→ **Task**: Transcribe all the entries word for word, skipping the pictures.

→ **Record excerpts**:
• • • •

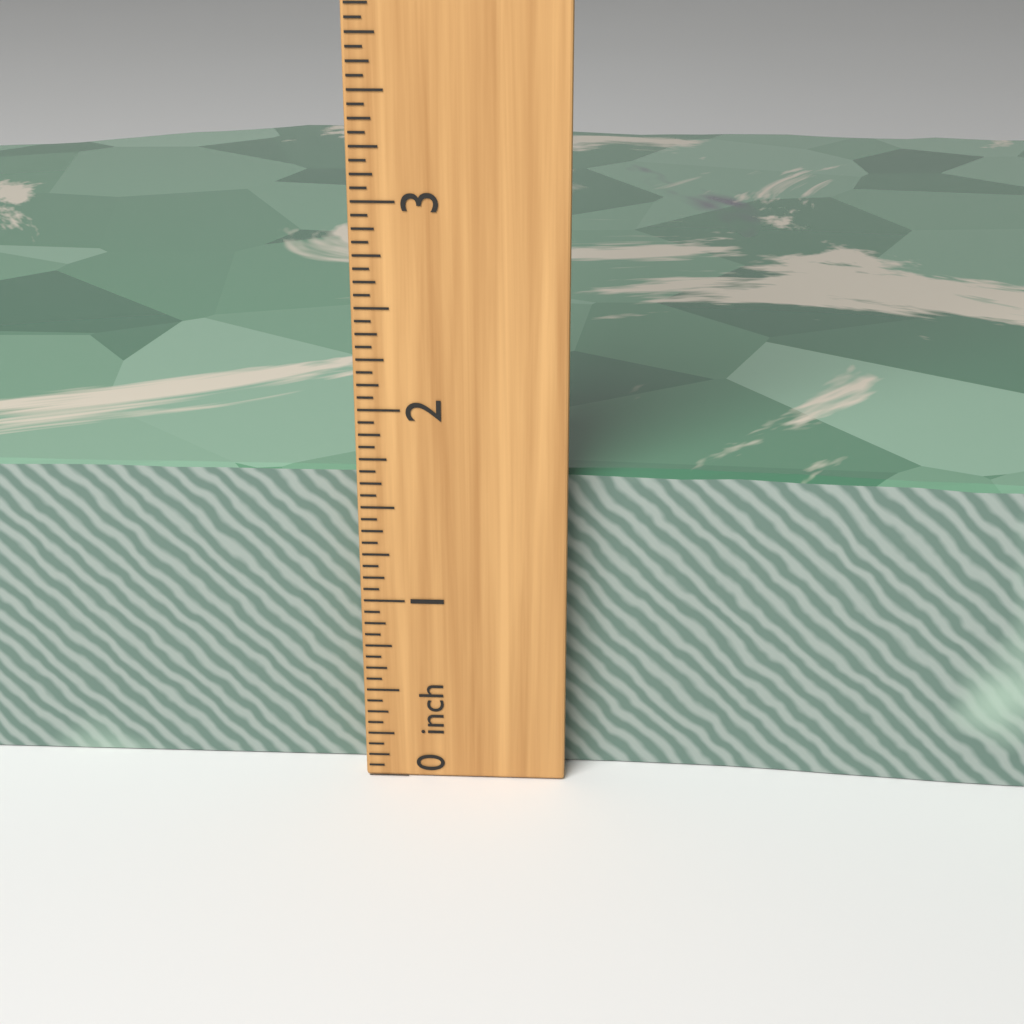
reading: 1.6250 inch
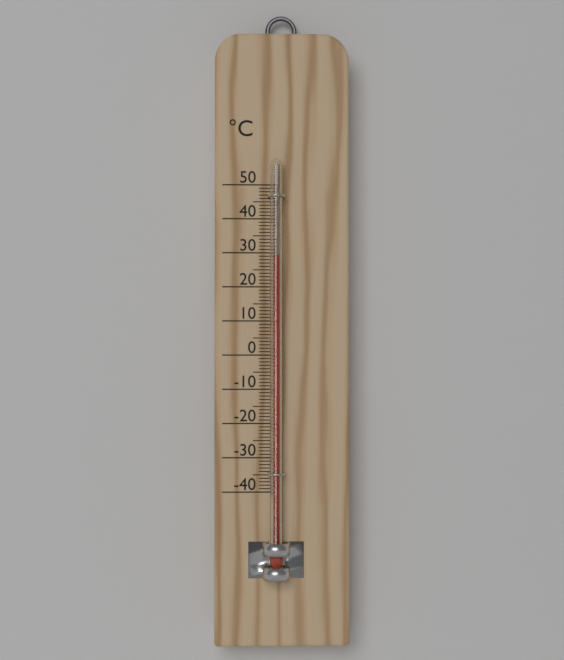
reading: 29 °C
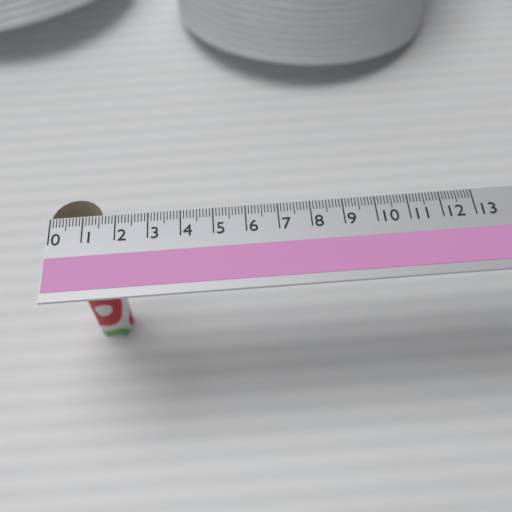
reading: 1.6 (no unit)
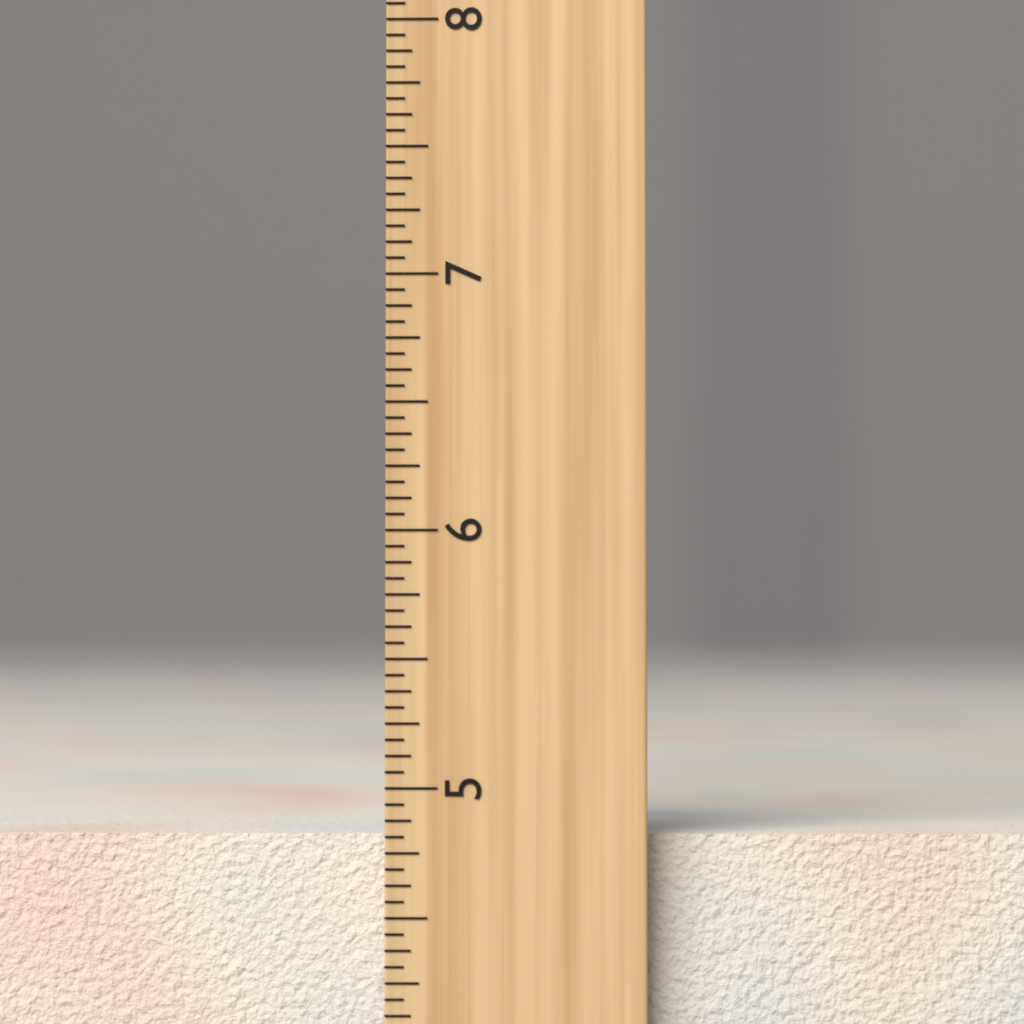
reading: 4.8125 inch
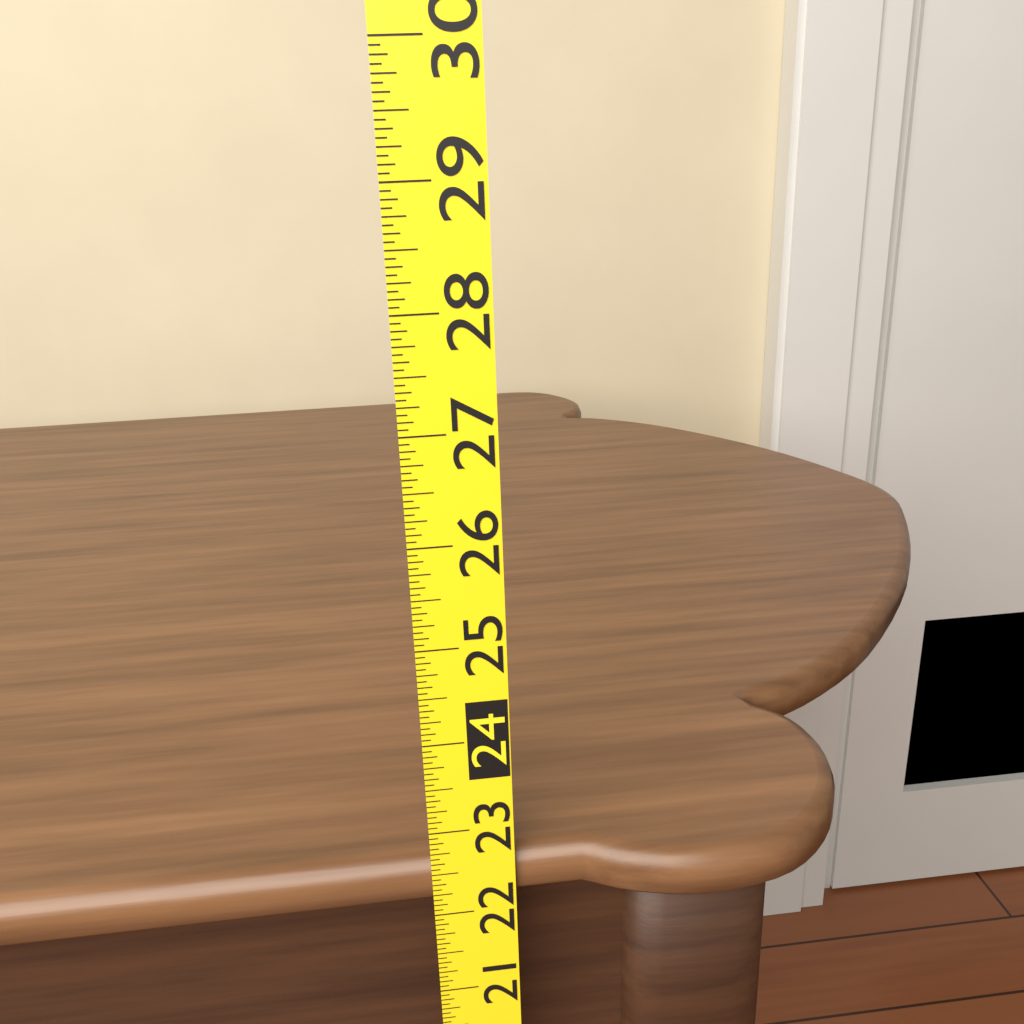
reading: 22.6250 (no unit)
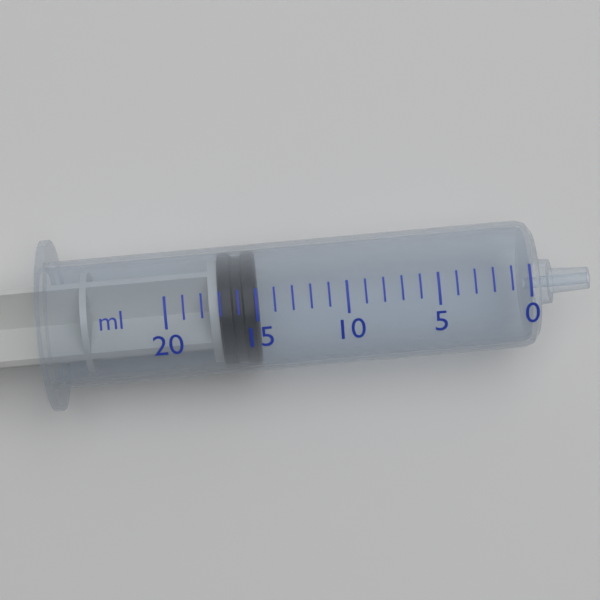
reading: 15 ml
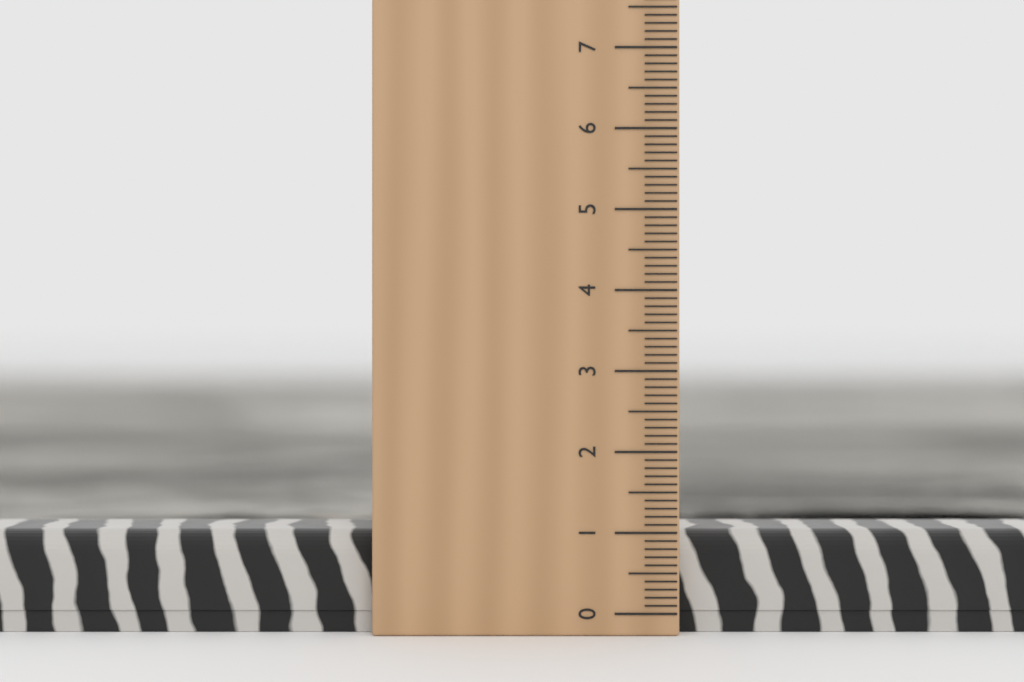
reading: 1.0 cm
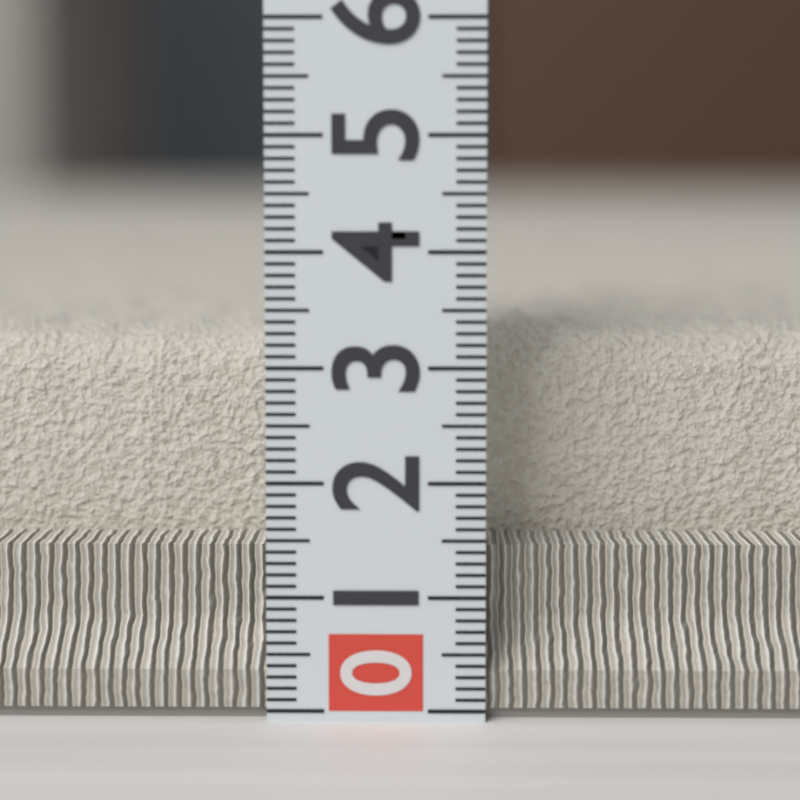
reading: 3.3 (no unit)
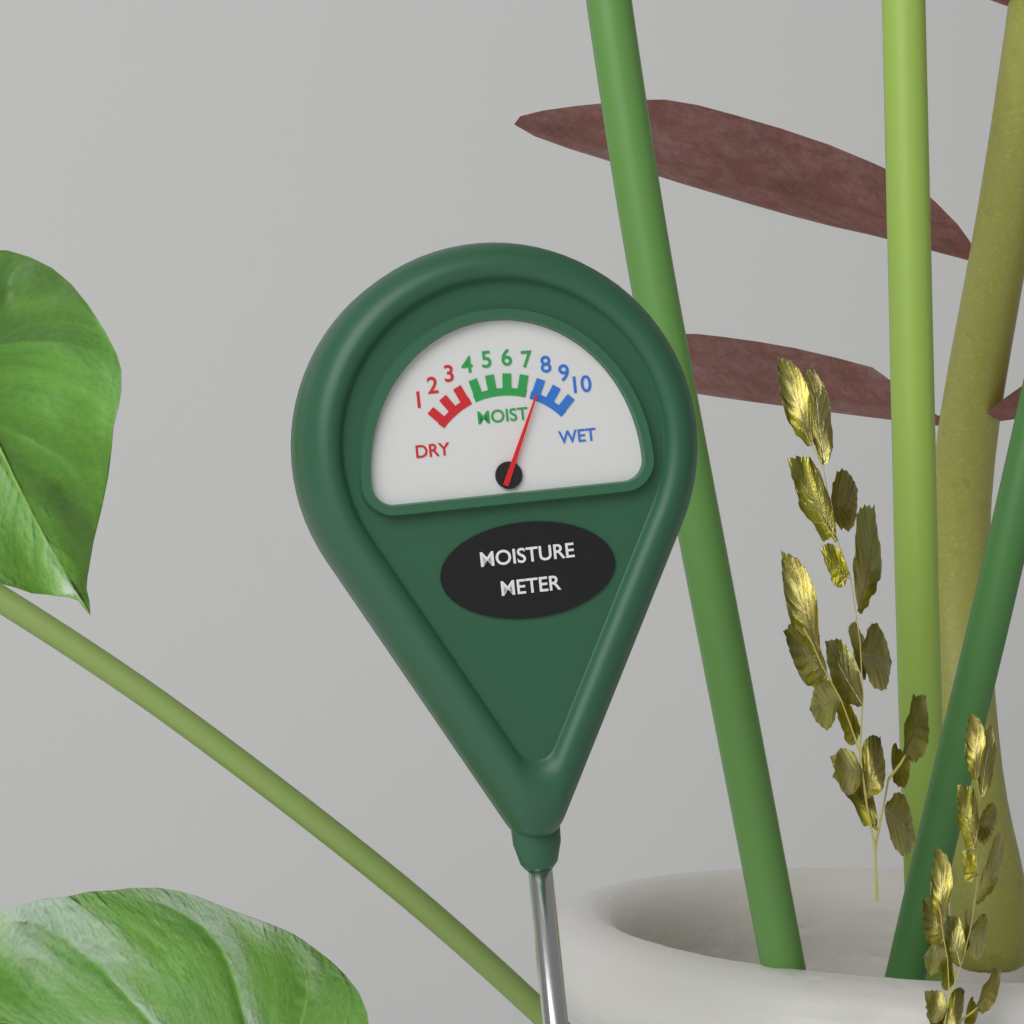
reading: 8 (no unit)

• • • •

→ **Answer space**:
reading: 1.6250 inch
reading: 29 °C
reading: 1.6 (no unit)
reading: 4.8125 inch
reading: 22.6250 (no unit)
reading: 15 ml
reading: 1.0 cm
reading: 3.3 (no unit)
reading: 8 (no unit)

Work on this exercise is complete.